In Hebrew, or the Chaldee of the days of Abraham, "Nimrod the Shepherd," is just
Nimrod "He-Roe"; and from this title of the "mighty hunter before the Lord,"
have no doubt been derived, both the name of Hero itself, and all that
Hero-worship which has since overspread the world. Certain it is that Nimrod's
deified successors have generally been represented with the crook or crosier.
This was the case in Babylon and Nineveh, as the extant monuments show. The
accompanying figure (Fig. 51)
from Babylon shows the crosier in its ruder guise. In Layard, it may be seen in
a more ornate form, and nearly resembling the papal crosier as borne at this
day. * This was the case in Egypt, after the Babylonian power was established
there, as the statues of Osiris with his crosier bear witness, ** Osiris
himself being frequently represented as a crosier with an eye above
it.
* Nineveh and Babylon. Layard
seems to think the instrument referred to, which is borne by the king,
"attired as high priest in his sacrificial robes," a sickle; but any one who
attentively examines it will see that it is a crosier, adorned with studs, as
is commonly the case even now with the Roman crosiers, only, that instead of
being held erect, it is held downwards.
** The well known name Pharaoh, the
title of the Pontiff-kings of Egypt, is just the Egyptian form of the Hebrew
He-Roe.

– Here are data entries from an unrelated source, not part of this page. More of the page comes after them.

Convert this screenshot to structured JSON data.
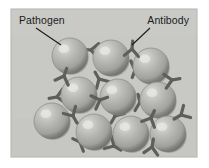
{
  "figure": {
    "name": "antibody-pathogen-agglutination",
    "panel": {
      "x": 11,
      "y": 9,
      "width": 186,
      "height": 148,
      "background_color": "#c8c9c5",
      "border_color": "#b0b1ad"
    },
    "page_background_color": "#ffffff"
  },
  "labels": [
    {
      "id": "pathogen",
      "text": "Pathogen",
      "text_x": 19,
      "text_y": 24,
      "anchor": "start",
      "color": "#1a1a1a",
      "leader_line": {
        "x1": 36,
        "y1": 28,
        "x2": 61,
        "y2": 45
      }
    },
    {
      "id": "antibody",
      "text": "Antibody",
      "text_x": 189,
      "text_y": 24,
      "anchor": "end",
      "color": "#1a1a1a",
      "leader_line": {
        "x1": 150,
        "y1": 28,
        "x2": 132,
        "y2": 45
      }
    }
  ],
  "pathogens": {
    "fill_color": "#a8a9a6",
    "highlight_color": "#d6d7d3",
    "shadow_color": "#7d7e7b",
    "edge_color": "#8f908c",
    "radius": 18,
    "spheres": [
      {
        "id": "pathogen-1",
        "cx": 70,
        "cy": 56,
        "r": 18
      },
      {
        "id": "pathogen-2",
        "cx": 111,
        "cy": 58,
        "r": 18
      },
      {
        "id": "pathogen-3",
        "cx": 151,
        "cy": 66,
        "r": 18
      },
      {
        "id": "pathogen-4",
        "cx": 79,
        "cy": 95,
        "r": 18
      },
      {
        "id": "pathogen-5",
        "cx": 118,
        "cy": 97,
        "r": 18
      },
      {
        "id": "pathogen-6",
        "cx": 158,
        "cy": 100,
        "r": 18
      },
      {
        "id": "pathogen-7",
        "cx": 52,
        "cy": 121,
        "r": 18
      },
      {
        "id": "pathogen-8",
        "cx": 94,
        "cy": 132,
        "r": 18
      },
      {
        "id": "pathogen-9",
        "cx": 131,
        "cy": 134,
        "r": 18
      },
      {
        "id": "pathogen-10",
        "cx": 168,
        "cy": 134,
        "r": 18
      }
    ]
  },
  "antibodies": {
    "color": "#5e5f5c",
    "stroke_width": 3.2,
    "arm_length": 7,
    "stem_length": 8,
    "items": [
      {
        "id": "antibody-1",
        "x": 91,
        "y": 50,
        "rotation": 95
      },
      {
        "id": "antibody-2",
        "x": 132,
        "y": 49,
        "rotation": 185
      },
      {
        "id": "antibody-3",
        "x": 135,
        "y": 70,
        "rotation": 20
      },
      {
        "id": "antibody-4",
        "x": 64,
        "y": 76,
        "rotation": 200
      },
      {
        "id": "antibody-5",
        "x": 99,
        "y": 79,
        "rotation": 150
      },
      {
        "id": "antibody-6",
        "x": 172,
        "y": 80,
        "rotation": 260
      },
      {
        "id": "antibody-7",
        "x": 57,
        "y": 97,
        "rotation": 80
      },
      {
        "id": "antibody-8",
        "x": 100,
        "y": 100,
        "rotation": 250
      },
      {
        "id": "antibody-9",
        "x": 140,
        "y": 102,
        "rotation": 165
      },
      {
        "id": "antibody-10",
        "x": 73,
        "y": 116,
        "rotation": 330
      },
      {
        "id": "antibody-11",
        "x": 115,
        "y": 116,
        "rotation": 30
      },
      {
        "id": "antibody-12",
        "x": 151,
        "y": 118,
        "rotation": 205
      },
      {
        "id": "antibody-13",
        "x": 80,
        "y": 142,
        "rotation": 115
      },
      {
        "id": "antibody-14",
        "x": 152,
        "y": 147,
        "rotation": 190
      },
      {
        "id": "antibody-15",
        "x": 114,
        "y": 146,
        "rotation": 300
      },
      {
        "id": "antibody-16",
        "x": 181,
        "y": 115,
        "rotation": 60
      }
    ]
  }
}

Pharaoh in Genesis, without the points, is "Phe-Roe." Phe is the
Egyptian definite article. It was not shepherd-kings that the Egyptians
abhorred, but Roi-Tzan, "shepherds of cattle" (Gen 46:34). Without the
article Roe, a "shepherd," is manifestly the original of the French Roi, a
king, whence the adjective royal; and from Ro, which signifies to "act the
shepherd," which is frequently pronounced Reg--(with Sh, which
signifies "He who is," or "who does," affixed)--comes Regah, "He who acts the
shepherd," whence the Latin Rex, and Regal.
This is the case among the Negroes of
Africa, whose god, called the Fetiche, is represented in the form of a crosier,
as is evident from the following words of Hurd: "They place Fetiches before
their doors, and these titular deities are made in the form of grapples
or hooks, which we generally make use of to shake our fruit trees." This
is the case at this hour in Thibet, where the Lamas or Theros bear, as stated by
the Jesuit Huc, a crosier, as the ensign of their office. This is the case even
in the far-distant Japan, where, in a description of the idols of the great
temple of Miaco, the spiritual capital, we find this statement: "Their heads are
adorned with rays of glory, and some of them have shepherds' crooks in
their hands, pointing out that they are the guardians of mankind against all the
machinations of evil spirits." The crosier of the Pope, then, which he bears as
an emblem of his office, as the great shepherd of the sheep, is neither more nor
less than the augur's crooked staff, or magic rod of the priests of Nimrod.
Now, what say the worshippers of the
apostolic succession to all this? What think they now of their vaunted orders as
derived from Peter of Rome? Surely they have much reason to be proud of
them. But what, I further ask, would even the old Pagan priests say who left the
stage of time while the martyrs were still battling against their gods, and,
rather than symbolise with them, "loved not their lives unto the death," if they
were to see the present aspect of the so-called Church of European Christendom?
What would Belshazzar himself say, if it were possible for him to "revisit the
glimpses of the moon," and enter St. Peter's at Rome, and see the Pope in his
pontificals, in all his pomp and glory? Surely he would conclude that he had
only entered one of his own well known temples, and that all things continued as
they were at Babylon, on that memorable night, when he saw with astonished eyes
the handwriting on the wall: "Mene, mene, tekel, Upharsin."